Part of her wondered how Tanya could have done all of those things. She wondered whether Tanya had regretted it. She imagined how it must have made her sister feel. So cheap.

The first time Kate stripped it was because Irene needed the money. Their father had thrown Irene out and Irene had moved in with a guy, which would have been fine, maybe, except that the guy she moved in with turned out to be a drug dealer and Irene had stolen his money. Unsurprisingly, he wanted it back.

"What did you do with it?" Kate asked. She couldn't believe that her sister had sunk so low, not even bothering to ask Kate for a place to stay before moving in with this creep.

"I spent it."

"On what?"

Irene just looked at her, so high that she could barely sit up.

Kate had never done anything like stripping before, but she knew that she could maybe make a couple hundred in a single night if she was lucky. One of the other waitresses at the diner had quit and moved to Seattle because she made twice as much money in two nights at one of the strip clubs in the city than she'd made in an entire week in Forks.

'Just one night,' Kate told herself. 'Just to pay off Irene's debt.'

But Kate felt sick when she stepped out under the lights. She looked down at the stage, not wanting to see anyone's face looking back at her. What if someone recognized her?

A voice jeered. She wasn't dancing yet. She was just standing there.

She wanted to turn around and leave, but she had to take care of her sister, just like Tanya had always taken care of them.

Kate closed her eyes and imagined Tanya standing behind her, a blurred outline keeping her company. 'I'm not alone,' Kate thought to herself. 'I'll never be alone.'

In point of fact, it took Kate several nights to make enough money to pay off Irene's debt. By then, she had decided to quit her job at the diner and move to Seattle.

It was a change of pace, to be sure, but she never went home with the customers. She wasn't like that. Stripping was just like any other job. Besides, it wasn't like she was qualified to do much else.
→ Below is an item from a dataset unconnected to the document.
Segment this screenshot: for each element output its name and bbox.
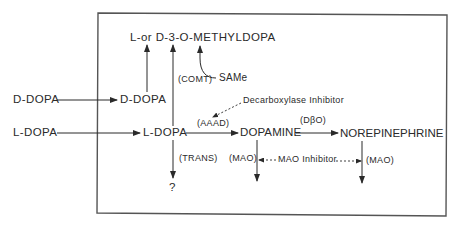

And it meant that she was able to invest in much more sophisticated camera equipment. Maybe she'd even open her own photography shop one day. She'd hang a picture of Tanya in the window. It would make people want to come inside.

'Posing for the portrait, I sensed almost immediately that I had been joined by the spirits of my deceased daughters. Tears sprung to my eyes as I realized that I was reunited with the dear souls from whom I had been so cruelly parted. I observed the photographic processes being carried out before me and knew that I would forever cherish the irrefutable evidence that it would provide me of my children's continued survival in the hereafter.' – from Testimony at the Trial of D— S—, reputed spirit photographer and charlatan

AN: The "quotes" from texts on spiritualism are "fake," having been composed by author-self-insert based on actual documents related to study and prosecution of spiritualists in the nineteenth and early twentieth centuries.